GETTING WEAK IN THE BACK.

Then at last the prison was cleansed, and a system of ventilation introduced, which made some improvement in the condition of the prisoners. Still, Newgate was a disgrace to Christendom, and just one hundred years ago Parliament made a grant of £50,000 to construct a prison. Beckford, author of Vathek, and then Lord Mayor of London, laid the first stone. In 1780, Lord George Gordon, with his No-Popery rioters, burned down that part of the prison which had been constructed, and set at liberty three hundred of the prisoners confined there. £40,000 in addition had to be granted before the building was completed.

On an average there are between two and three hundred prisoners held in durance in Newgate, and twelve sessions are held during the year at the adjoining Old Bailey Court for their trial. This is called the Central Criminal Court, and it is here, in this very court, that Jack Sheppard, Dick Turpin, Claude Duval, Sixteen String Jack, Tom King, and all the other heroes of the yellow covered literature, were tried, condemned, taken in fetters to Newgate, and from thence to Tyburn Tree to hang by the neck until they were dead.

The Judges of the Old Bailey Court are the Lord Mayor, Aldermen, Recorder, and Common Sergeant of London, and the Judges of the Courts at Westminster Hall, who sit here by rotation to assist, by their superior legal knowledge, the inferior local magistrates.

The prison is divided into a male and female side, but beyond this there is little classification; the pickpocket, the swindler, the embezzler, the murderer, are all associated together; while the hardened offender and the one who is merely suspected of crime, but too often share the same cell, and feed at the same board.

There are separate cells, so that every one averse to society may dwell alone if he or she chooses, but in conversation with the turnkeys, I learned that the privilege was rarely claimed.

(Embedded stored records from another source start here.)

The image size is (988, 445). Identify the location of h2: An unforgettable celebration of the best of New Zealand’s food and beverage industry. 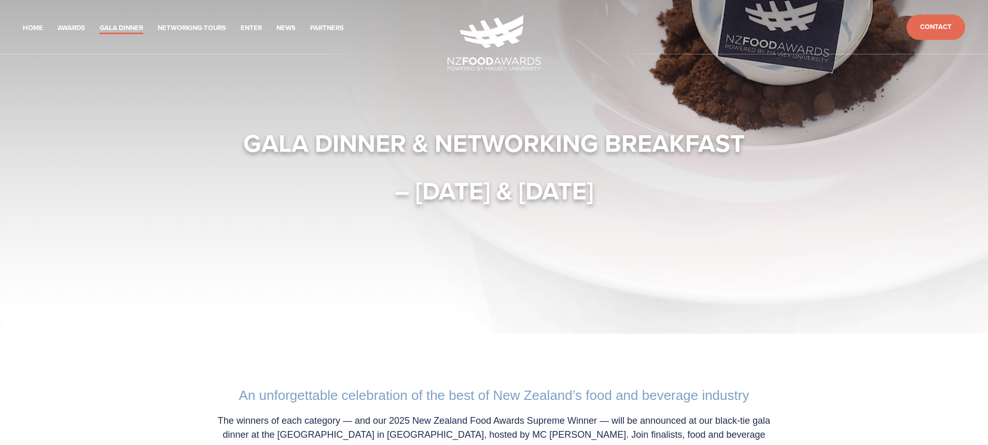
(494, 396).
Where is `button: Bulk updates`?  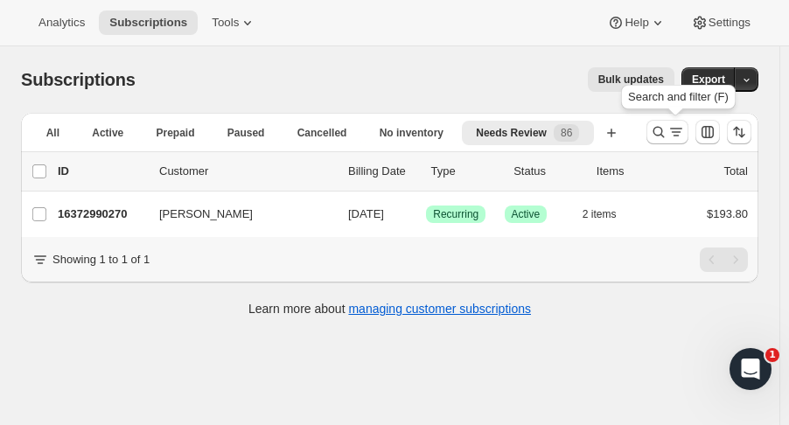 button: Bulk updates is located at coordinates (630, 80).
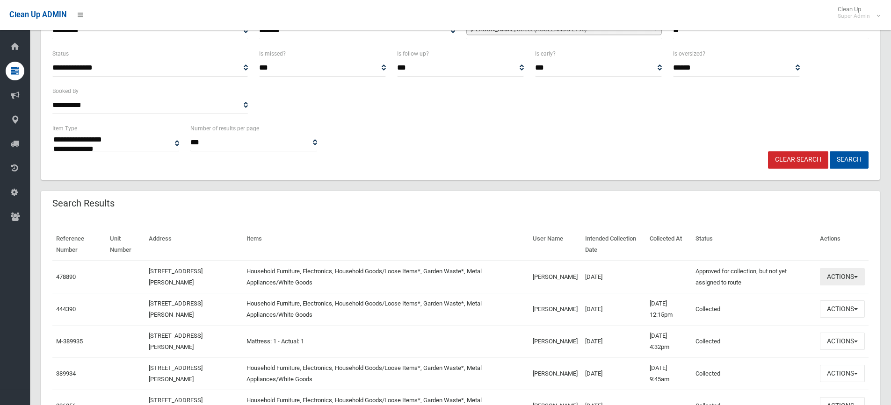 This screenshot has height=405, width=891. I want to click on td: Approved for collection, but not yet assigned to route, so click(754, 277).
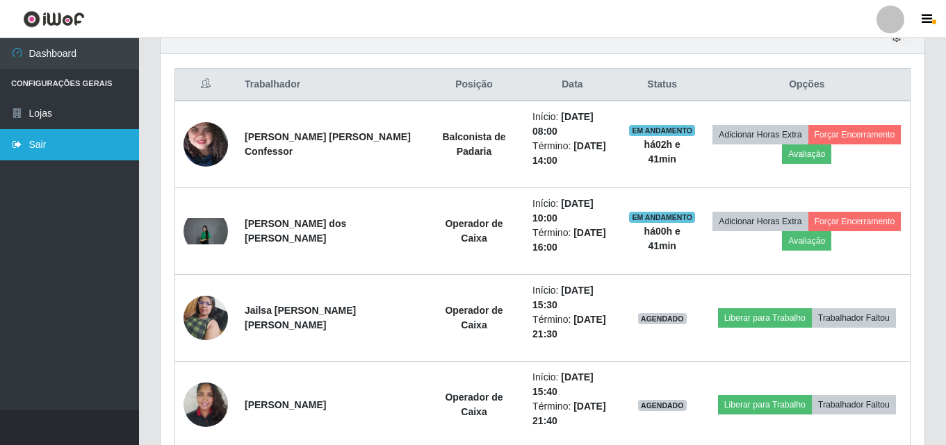 The height and width of the screenshot is (445, 946). Describe the element at coordinates (206, 231) in the screenshot. I see `img: 1758553448636.jpeg` at that location.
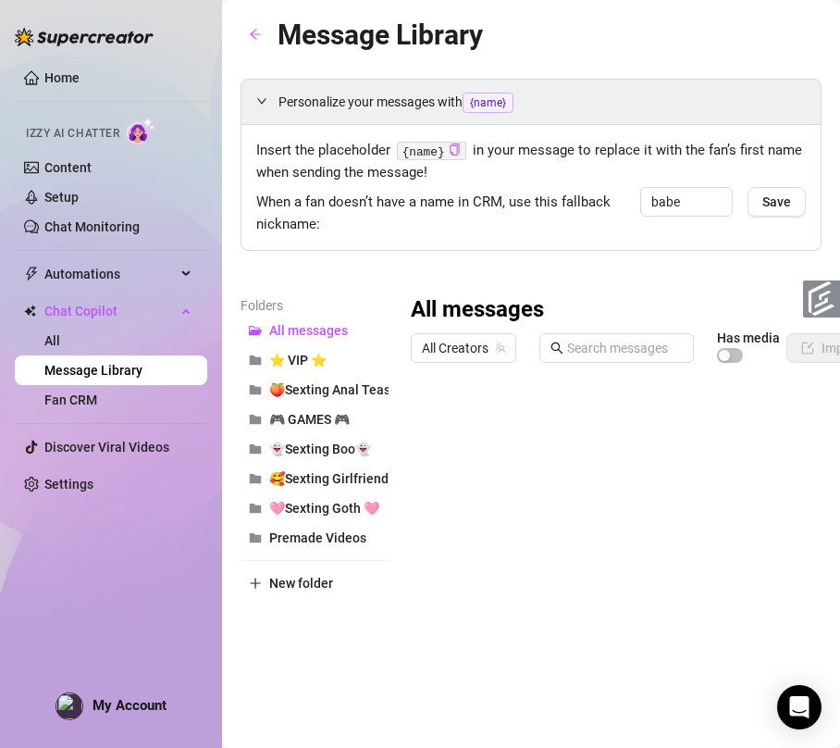 This screenshot has width=840, height=748. I want to click on button: 👻Sexting Boo👻, so click(315, 449).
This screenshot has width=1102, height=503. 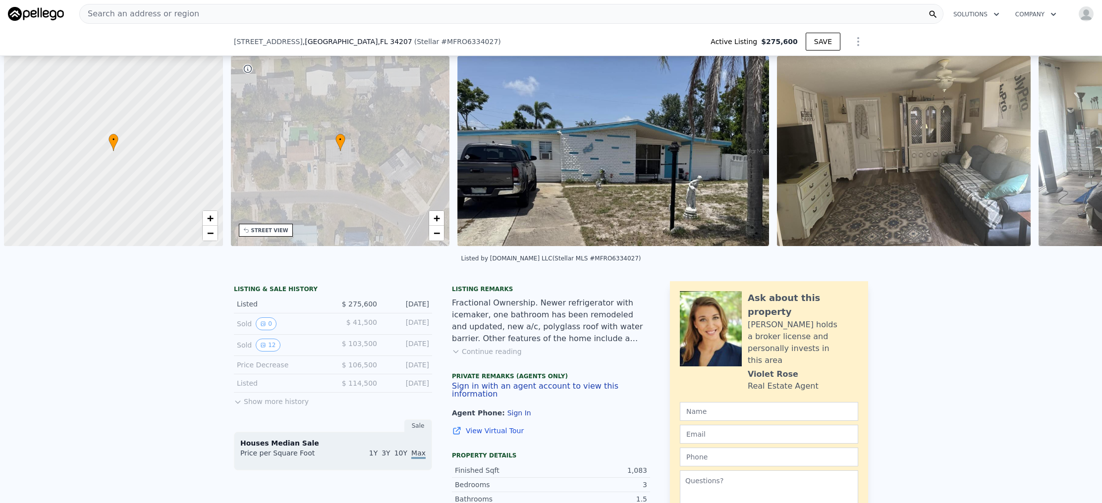 I want to click on div: Finished Sqft, so click(x=503, y=471).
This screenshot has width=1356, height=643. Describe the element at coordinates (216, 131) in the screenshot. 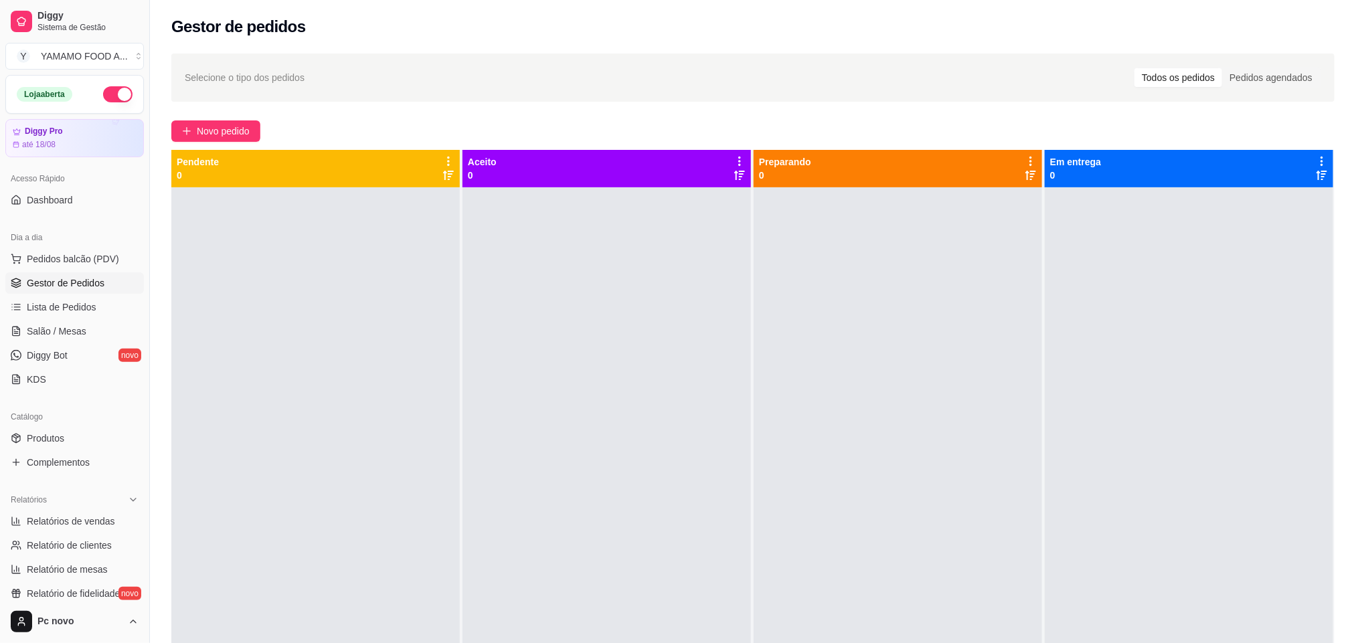

I see `button: Novo pedido` at that location.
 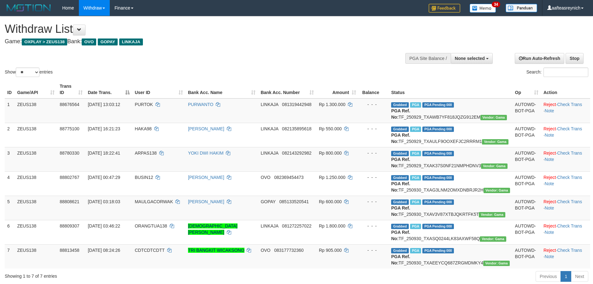 What do you see at coordinates (574, 58) in the screenshot?
I see `a: Stop` at bounding box center [574, 58].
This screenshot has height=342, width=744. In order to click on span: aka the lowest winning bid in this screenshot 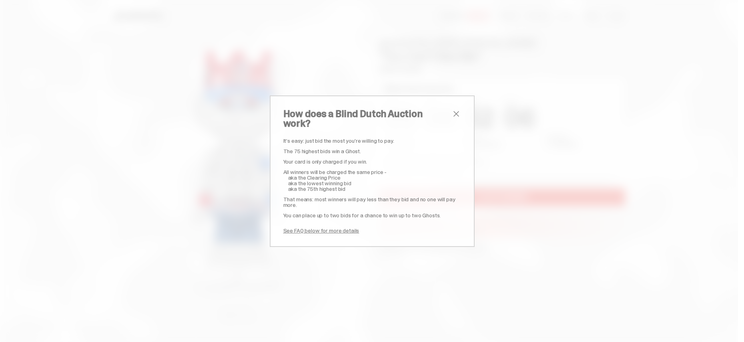, I will do `click(320, 183)`.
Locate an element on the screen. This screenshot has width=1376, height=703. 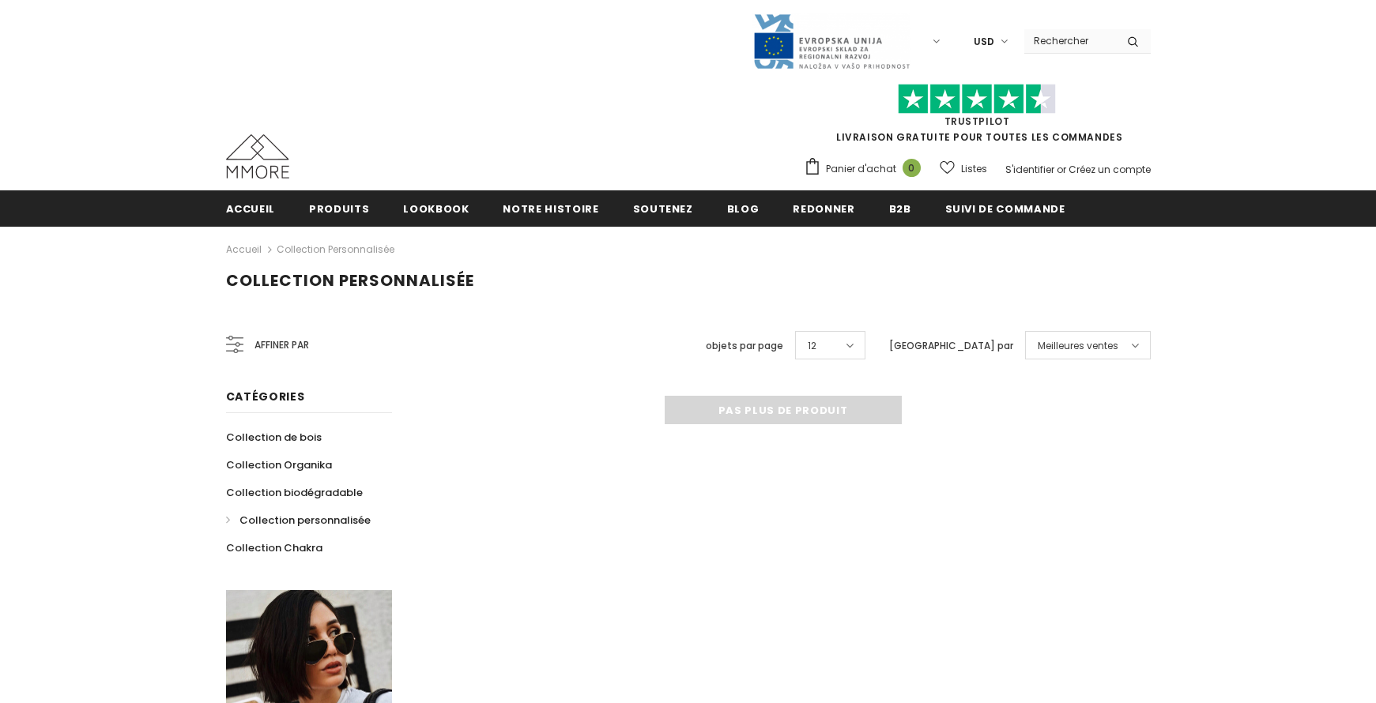
span: Lookbook is located at coordinates (435, 209).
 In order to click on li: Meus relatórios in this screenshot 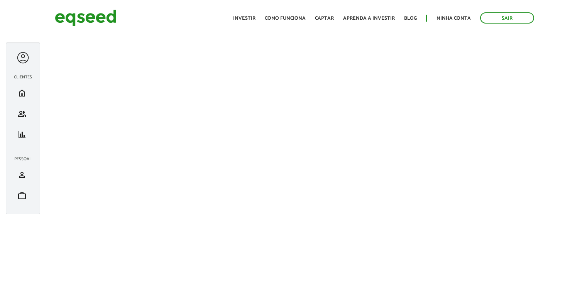, I will do `click(23, 135)`.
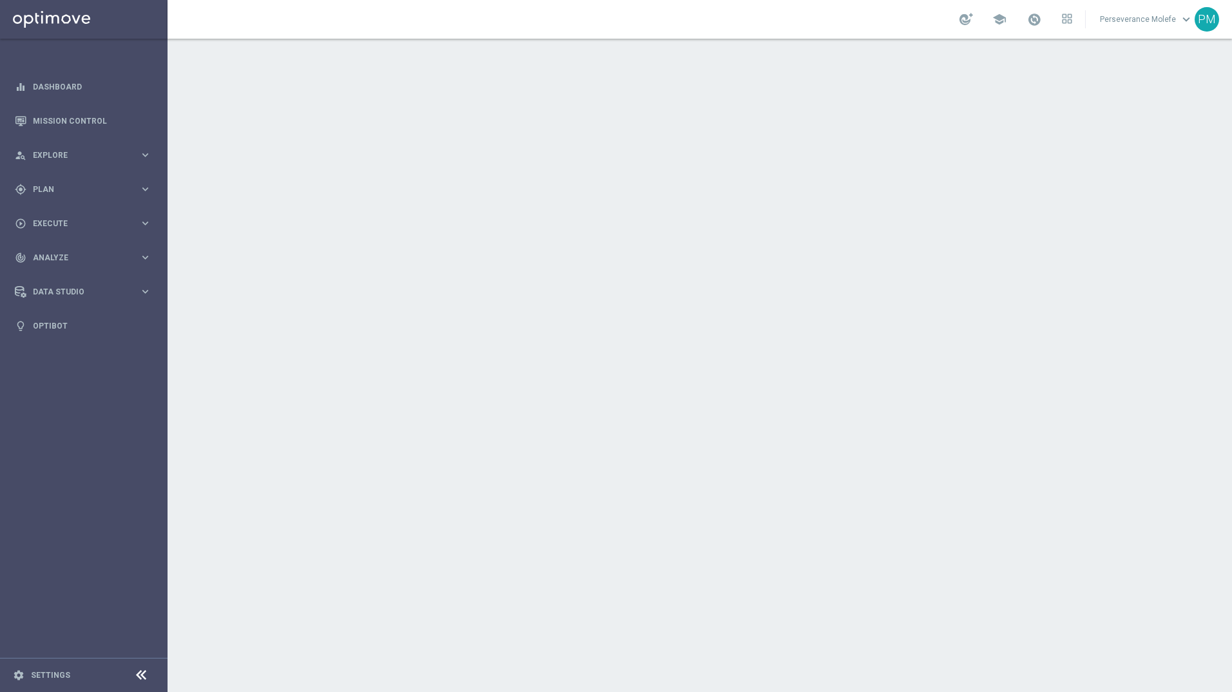  Describe the element at coordinates (21, 87) in the screenshot. I see `i: equalizer` at that location.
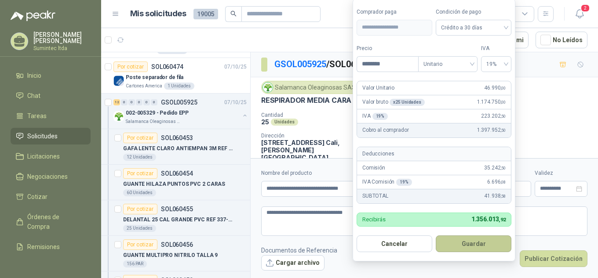 The width and height of the screenshot is (598, 278). Describe the element at coordinates (406, 102) in the screenshot. I see `div: x 25 Unidades` at that location.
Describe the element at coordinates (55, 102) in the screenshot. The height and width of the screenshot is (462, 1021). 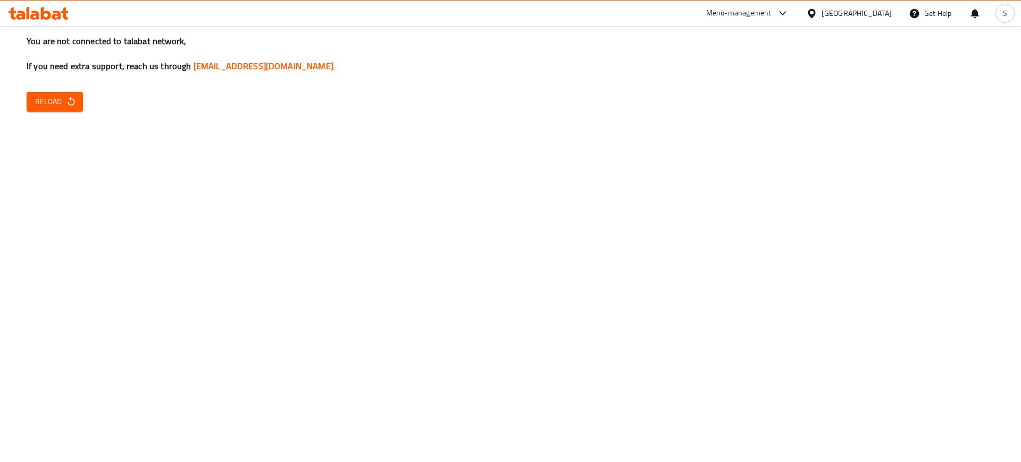
I see `button: Reload` at that location.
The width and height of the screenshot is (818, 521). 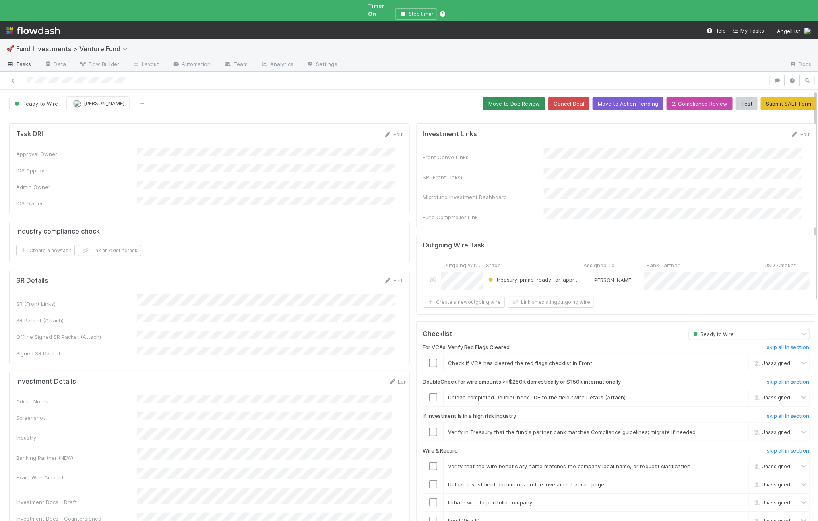 I want to click on h5: Task DRI, so click(x=29, y=134).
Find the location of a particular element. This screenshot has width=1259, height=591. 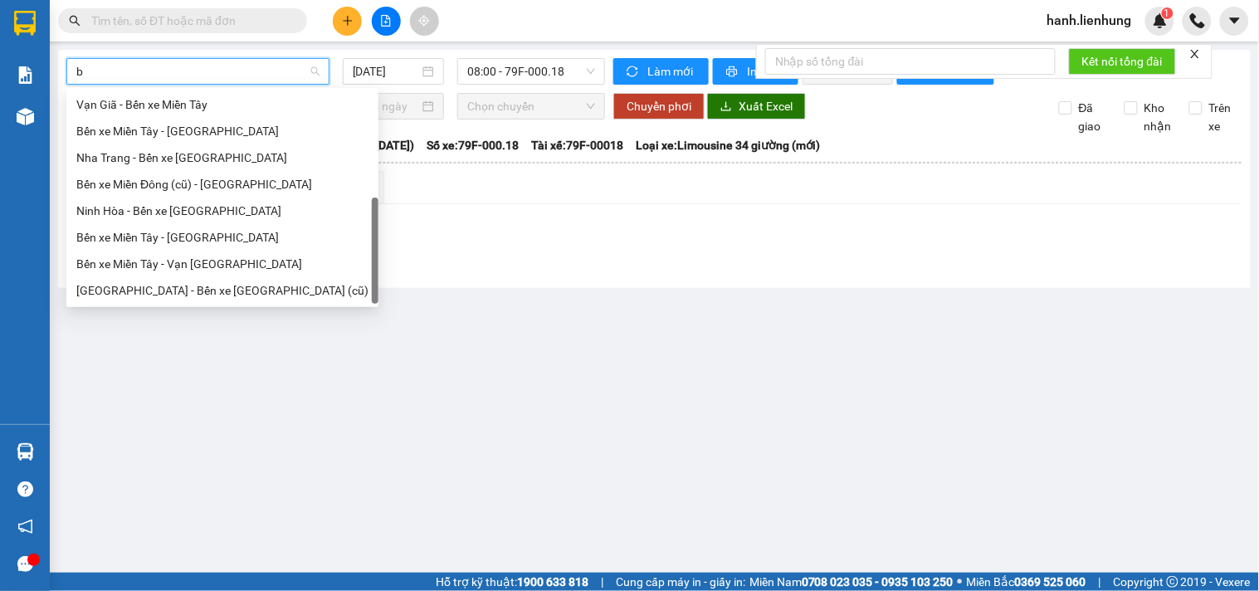

span: 08:00 - 79F-000.18 is located at coordinates (531, 71).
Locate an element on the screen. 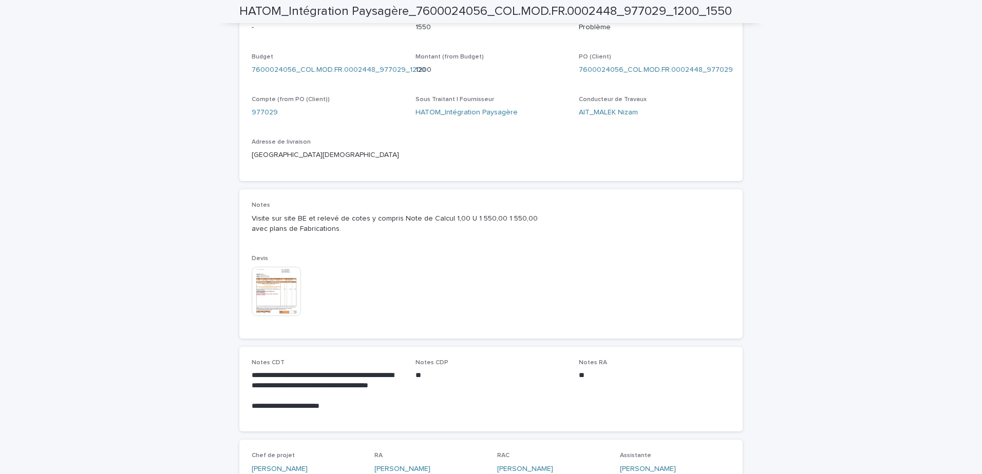 The height and width of the screenshot is (474, 982). a: AIT_MALEK Nizam is located at coordinates (608, 112).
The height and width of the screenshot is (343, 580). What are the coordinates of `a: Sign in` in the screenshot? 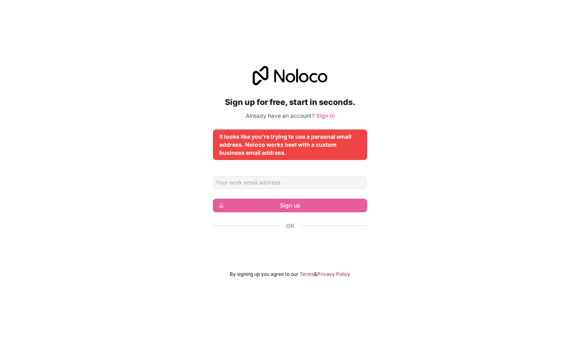 It's located at (326, 115).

"Why, Lord bless your heart, Sir," said a turnkey to me, "there isn't one of the birds in this ere cage that wouldn't go down on his blessed knees and beg hoff if he was to be locked up alone for forty-eight hours. Ye see, sir, it sickens them, it does, to be alone and hear no one's voice but their own. There's a few of the high 'uns at first, when they come here, are werry hoffish and have a sort of a "how-dare-you-look-or-speak-to-me-air," but before three days they gets weak in the back and then they'll give a guinea a minute to look at a face if it only wor a monkey's dirty mug."

When prisoners become refractory, solitary confinement, for a few days, is the punishment, and it never fails to tame the most intractable. The beds of the prisoners are in tiers one above the other, like the berths on an emigrant ship, only that they are clean almost to painfulness. The beds consist of a hard mattress and coarse coverings, sufficient in all seasons to keep them comfortably warm. A plain deal table and bench constitute the only furniture of the place, and these, with the floor, are daily scrubbed into a state of scrupulous cleanliness by the inmates of the cells. There are paved court yards in which the prisoners may walk and breathe the small quantity of pure air that can circulate between those high and gloomy walls, surmounted by formidable spikes to impede the climber.

I went into the kitchen of Newgate and found it to be a commodious and well-fitted apartment, very like the kitchen of the Reform Club, only not so luxurious, from its want of French dishes, and I found here boilers, stoves, ranges, saucepans, kettles, and all that a chef could need for his cuisine. This was not the kitchen of the Old Newgate of which Ainsworth delights to tell, where the hangman used to seethe in a cauldron of molten pitch the heads and quarters of victims executed for treason, whose several members were afterwards affixed to the spikes of Temple Bar or London Bridge.

I saw the rations of each prisoner served out in tin panikins and platters, and the bread served was as white as any I ever ate. There were three large and beautiful potatoes allotted to each one, and three ounces of boiled beef, good and tender and free from bone, just of the same quality which I had seen served a few days before in the barracks of the Grenadier Guards down in Westminster. The meat might not have all the accessories and sauces which a Delmonico or a Blanchard could provide, but it was palatable and tender to the taste.